Associate Professor Christopher Livanos

Areas: 
Relations between Eastern and Western Europe, Greek and Russian Orthodoxy, Science Fiction, Theories of Monstrosity and Otherness
Languages: 
Spanish, Russian, Modern Greek, Italian, Ancient Greek, Latin
Office: 
2314 Sterling Hall
Phone: 
263-3851
Education: 
BA: University of California at Santa Cruz (1991), World Literature and Cultural Studies PhD: Harvard University (2001), Comparative Literature
Selected Publications: 

"Teaching the Canzoniere in a Comparative Literature Curriculum." Approaches to Teaching Petrarch’s Canzoniere and the Petrarchan Tradition. Christopher Kleinhenz and Andrea Dini, Eds, MLA Publications. pp. 413-424. [Forthcoming].

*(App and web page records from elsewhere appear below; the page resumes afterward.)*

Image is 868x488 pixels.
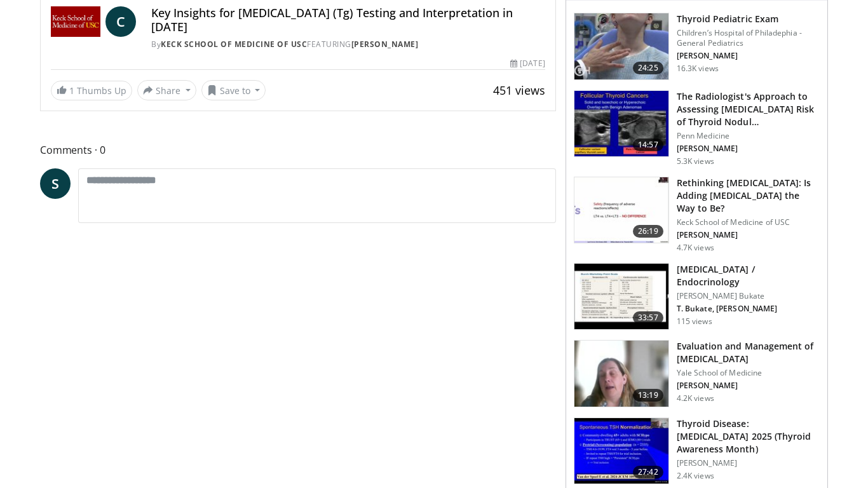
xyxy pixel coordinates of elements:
[677,381,820,390] p: [PERSON_NAME]
[69,85,74,96] span: 1
[677,263,820,288] h3: [MEDICAL_DATA] / Endocrinology
[677,417,820,455] h3: Thyroid Disease: [MEDICAL_DATA] 2025 (Thyroid Awareness Month)
[574,340,669,407] img: dc6b3c35-b36a-4a9c-9e97-c7938243fc78.150x105_q85_crop-smart_upscale.jpg
[677,230,820,240] p: [PERSON_NAME]
[40,169,70,198] a: S
[677,304,820,314] p: T. Bukate, [PERSON_NAME]
[137,80,197,100] button: Share
[677,340,820,365] h3: Evaluation and Management of [MEDICAL_DATA]
[151,7,545,34] h4: Key Insights for [MEDICAL_DATA] (Tg) Testing and Interpretation in [DATE]
[105,7,136,37] a: C
[574,340,820,407] a: 13:19 Evaluation and Management of [MEDICAL_DATA] Yale School of Medicine [PERSON_NAME] 4.2K views
[677,13,820,25] h3: Thyroid Pediatric Exam
[574,417,820,485] a: 27:42 Thyroid Disease: [MEDICAL_DATA] 2025 (Thyroid Awareness Month) [PERSON_NAME] 2.4K views
[151,39,545,50] div: By FEATURING
[677,217,820,227] p: Keck School of Medicine of USC
[633,62,664,74] span: 24:25
[677,458,820,468] p: [PERSON_NAME]
[161,39,307,49] a: Keck School of Medicine of USC
[574,418,669,484] img: 2c46df25-6e4b-4dd4-929c-4cf5cddae705.150x105_q85_crop-smart_upscale.jpg
[677,90,820,128] h3: The Radiologist's Approach to Assessing [MEDICAL_DATA] Risk of Thyroid Nodul…
[51,81,132,100] a: 1 Thumbs Up
[677,243,714,252] p: 4.7K views
[574,90,820,167] a: 14:57 The Radiologist's Approach to Assessing [MEDICAL_DATA] Risk of Thyroid Nodul… Penn Medicine...
[633,388,664,401] span: 13:19
[201,80,266,100] button: Save to
[633,224,664,237] span: 26:19
[352,39,419,49] a: [PERSON_NAME]
[677,291,820,301] p: [PERSON_NAME] Bukate
[677,51,820,61] p: [PERSON_NAME]
[677,156,714,167] p: 5.3K views
[633,139,664,151] span: 14:57
[633,311,664,324] span: 33:57
[574,13,820,80] a: 24:25 Thyroid Pediatric Exam Children’s Hospital of Philadephia - General Pediatrics [PERSON_NAME...
[574,263,820,331] a: 33:57 [MEDICAL_DATA] / Endocrinology [PERSON_NAME] Bukate T. Bukate, [PERSON_NAME] 115 views
[677,176,820,215] h3: Rethinking [MEDICAL_DATA]: Is Adding [MEDICAL_DATA] the Way to Be?
[51,7,100,37] img: Keck School of Medicine of USC
[493,83,545,98] span: 451 views
[511,58,544,69] div: [DATE]
[574,264,669,330] img: 4d5d0822-7213-4b5b-b836-446ffba942d0.150x105_q85_crop-smart_upscale.jpg
[677,64,719,74] p: 16.3K views
[574,13,669,79] img: 576742cb-950f-47b1-b49b-8023242b3cfa.150x105_q85_crop-smart_upscale.jpg
[633,465,664,478] span: 27:42
[574,176,820,252] a: 26:19 Rethinking [MEDICAL_DATA]: Is Adding [MEDICAL_DATA] the Way to Be? Keck School of Medicine ...
[677,144,820,154] p: [PERSON_NAME]
[677,470,714,481] p: 2.4K views
[574,177,669,243] img: 83a0fbab-8392-4dd6-b490-aa2edb68eb86.150x105_q85_crop-smart_upscale.jpg
[677,28,820,48] p: Children’s Hospital of Philadephia - General Pediatrics
[574,91,669,157] img: 64bf5cfb-7b6d-429f-8d89-8118f524719e.150x105_q85_crop-smart_upscale.jpg
[677,393,714,403] p: 4.2K views
[677,131,820,141] p: Penn Medicine
[677,368,820,378] p: Yale School of Medicine
[677,316,712,327] p: 115 views
[40,142,556,158] span: Comments 0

"A Case Study in Byzantine Dragon-Slaying: Digenes and the Serpent" Oral Tradition, 26/1 (2011): 125-144. Available online at: http://journal.oraltradition.org/files/articles/26i/05_26.1.pdf 

"Elissa as a New Dido: Greece, the East, and the Westward Movement of Culture in the Decameron," Heliotropia: A Forum for Boccaccio Research and Interpretation, 7.1-2 (2010): 133-144. Available online at: http://www.brown.edu/Departments/Italian_Studies/heliotropia/07/livanos.pdf 
“Developments and Trends in Byzantine Poetry” in The Byzantine World edited by Paul Stephenson (Routledge, 2010). 

"Monotheists, Dualists and Pagans” in The Byzantine World edited by Paul Stephenson (Routledge, 2010) pp. 103-113. 

“Elissa as a New Dido: Greece, the East, and the Westward Movement of Culture in the Decameron” (forthcoming in Heliotropia: A Forum for Boccaccio Research and Interpretation

Congratulations to Professor Livanos on the publication of his book, Greek Tradition and Latin Influence in the Work of George Scholarios, published by Gorgias Press (2006).